0
$\begingroup$

I'm starting a research on Multi-Object-Tracking, the current state-of-the-art real-time methods have a detector that outputs a bounding_box and an embedding vector: $$ e \in \mathbb{R}^n $$ When a new target is found the embedding is saved and a new Kalman filter is created and together they form a tracker . Each frame the the detections and the trackers are matched in the following manner: the embedding distance (i.e. cosine distance) and the Mahalanobis distance(Kalman to bounding box) are measured between all the trackers and detections. the distances are merged using a simple blending: $$d = \lambda e + (1- \lambda) m ; \lambda \in [0,1] $$ what I'm trying to investigate is to what is the proper representation of these two distances (if I can do any thing to improve their performance). what I reached so far is that there is some correlation between these values: $$ \rho_{x,y} = \frac{E[ (x - \mu_x) (y - \mu_y)^T]} {(\sigma_x \sigma_y)} = 0.23$$ the histograms:
embedding distance histograms

mahalanobis distance

How should I approach this problem?

$\endgroup$

1 Answer 1

0
$\begingroup$

Based on your title and the two histograms, a simple bivariate scatter plot, histogram, etc. would be useful without any fancy modeling. The marginal distributions look like a log-normal, gamma, or other familiar skewed distribution. You don't necessarily need to fully specify the joint distribution to account for the correlation between the marginal endpoints. You could use generalized estimating equations to model the means and variances using the mean-variance relationship of, say, a log-normal distribution while accounting for the correlation between observations using either a model-based correlation structure or an empirical sandwich covariance estimate. You could use the resulting parameter estimates and their standard errors to perform inference on other aspects of the marginal distributions, like percentiles, by fully specifying lognormal marginal distributions. If you ultimately end up just focusing on describing and inferring the aspects of the marginal endpoints, ignoring the correlation is not so awful. The resulting estimation and inference is still valid, it is just not as efficient.

Let me know if I have addressed your question or if you had something else in mind.

$\endgroup$

Your Answer

By clicking “Post Your Answer”, you agree to our terms of service and acknowledge you have read our privacy policy.

Not the answer you're looking for? Browse other questions tagged or ask your own question.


Your goal
Write out the listing below again, precisely as it is given.

Start of Exercise materials

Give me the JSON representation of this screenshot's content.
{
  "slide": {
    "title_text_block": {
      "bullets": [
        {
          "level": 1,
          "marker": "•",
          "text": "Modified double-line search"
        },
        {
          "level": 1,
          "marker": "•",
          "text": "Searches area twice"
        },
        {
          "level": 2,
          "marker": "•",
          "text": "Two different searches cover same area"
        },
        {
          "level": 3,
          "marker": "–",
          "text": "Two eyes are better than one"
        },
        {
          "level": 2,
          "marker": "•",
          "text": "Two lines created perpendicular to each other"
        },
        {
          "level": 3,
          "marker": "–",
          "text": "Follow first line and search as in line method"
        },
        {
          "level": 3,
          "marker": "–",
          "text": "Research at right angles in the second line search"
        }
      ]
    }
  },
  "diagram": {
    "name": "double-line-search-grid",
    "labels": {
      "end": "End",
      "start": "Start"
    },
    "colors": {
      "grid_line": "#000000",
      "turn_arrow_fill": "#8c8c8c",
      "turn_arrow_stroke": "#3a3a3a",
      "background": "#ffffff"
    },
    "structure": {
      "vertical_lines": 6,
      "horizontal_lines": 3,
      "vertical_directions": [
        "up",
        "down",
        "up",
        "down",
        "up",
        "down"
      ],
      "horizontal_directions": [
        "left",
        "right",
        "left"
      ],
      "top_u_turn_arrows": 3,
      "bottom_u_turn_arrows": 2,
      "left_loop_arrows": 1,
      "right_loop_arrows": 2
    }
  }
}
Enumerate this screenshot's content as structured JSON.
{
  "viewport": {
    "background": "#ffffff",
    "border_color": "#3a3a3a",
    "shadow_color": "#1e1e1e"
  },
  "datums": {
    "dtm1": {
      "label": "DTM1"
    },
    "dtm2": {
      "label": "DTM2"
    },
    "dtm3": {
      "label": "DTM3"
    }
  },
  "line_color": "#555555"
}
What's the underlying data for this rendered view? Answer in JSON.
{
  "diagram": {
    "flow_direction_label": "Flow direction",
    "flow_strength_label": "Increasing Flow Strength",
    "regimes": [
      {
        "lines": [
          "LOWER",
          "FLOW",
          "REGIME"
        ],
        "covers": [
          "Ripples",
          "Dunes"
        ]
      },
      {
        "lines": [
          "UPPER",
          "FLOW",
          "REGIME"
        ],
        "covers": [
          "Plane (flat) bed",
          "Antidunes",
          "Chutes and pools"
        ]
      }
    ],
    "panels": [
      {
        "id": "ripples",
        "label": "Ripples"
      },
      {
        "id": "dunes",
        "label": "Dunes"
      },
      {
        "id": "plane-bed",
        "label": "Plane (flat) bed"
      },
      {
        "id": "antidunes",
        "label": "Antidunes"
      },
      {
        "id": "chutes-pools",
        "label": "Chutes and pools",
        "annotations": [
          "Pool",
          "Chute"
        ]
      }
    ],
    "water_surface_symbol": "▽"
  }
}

End of Exercise materials

Result of this exercise
Give me the JSON representation of this screenshot's content.
{
  "slide": {
    "title_text_block": {
      "bullets": [
        {
          "level": 1,
          "marker": "•",
          "text": "Modified double-line search"
        },
        {
          "level": 1,
          "marker": "•",
          "text": "Searches area twice"
        },
        {
          "level": 2,
          "marker": "•",
          "text": "Two different searches cover same area"
        },
        {
          "level": 3,
          "marker": "–",
          "text": "Two eyes are better than one"
        },
        {
          "level": 2,
          "marker": "•",
          "text": "Two lines created perpendicular to each other"
        },
        {
          "level": 3,
          "marker": "–",
          "text": "Follow first line and search as in line method"
        },
        {
          "level": 3,
          "marker": "–",
          "text": "Research at right angles in the second line search"
        }
      ]
    }
  },
  "diagram": {
    "name": "double-line-search-grid",
    "labels": {
      "end": "End",
      "start": "Start"
    },
    "colors": {
      "grid_line": "#000000",
      "turn_arrow_fill": "#8c8c8c",
      "turn_arrow_stroke": "#3a3a3a",
      "background": "#ffffff"
    },
    "structure": {
      "vertical_lines": 6,
      "horizontal_lines": 3,
      "vertical_directions": [
        "up",
        "down",
        "up",
        "down",
        "up",
        "down"
      ],
      "horizontal_directions": [
        "left",
        "right",
        "left"
      ],
      "top_u_turn_arrows": 3,
      "bottom_u_turn_arrows": 2,
      "left_loop_arrows": 1,
      "right_loop_arrows": 2
    }
  }
}
Enumerate this screenshot's content as structured JSON.
{
  "viewport": {
    "background": "#ffffff",
    "border_color": "#3a3a3a",
    "shadow_color": "#1e1e1e"
  },
  "datums": {
    "dtm1": {
      "label": "DTM1"
    },
    "dtm2": {
      "label": "DTM2"
    },
    "dtm3": {
      "label": "DTM3"
    }
  },
  "line_color": "#555555"
}
What's the underlying data for this rendered view? Answer in JSON.
{
  "diagram": {
    "flow_direction_label": "Flow direction",
    "flow_strength_label": "Increasing Flow Strength",
    "regimes": [
      {
        "lines": [
          "LOWER",
          "FLOW",
          "REGIME"
        ],
        "covers": [
          "Ripples",
          "Dunes"
        ]
      },
      {
        "lines": [
          "UPPER",
          "FLOW",
          "REGIME"
        ],
        "covers": [
          "Plane (flat) bed",
          "Antidunes",
          "Chutes and pools"
        ]
      }
    ],
    "panels": [
      {
        "id": "ripples",
        "label": "Ripples"
      },
      {
        "id": "dunes",
        "label": "Dunes"
      },
      {
        "id": "plane-bed",
        "label": "Plane (flat) bed"
      },
      {
        "id": "antidunes",
        "label": "Antidunes"
      },
      {
        "id": "chutes-pools",
        "label": "Chutes and pools",
        "annotations": [
          "Pool",
          "Chute"
        ]
      }
    ],
    "water_surface_symbol": "▽"
  }
}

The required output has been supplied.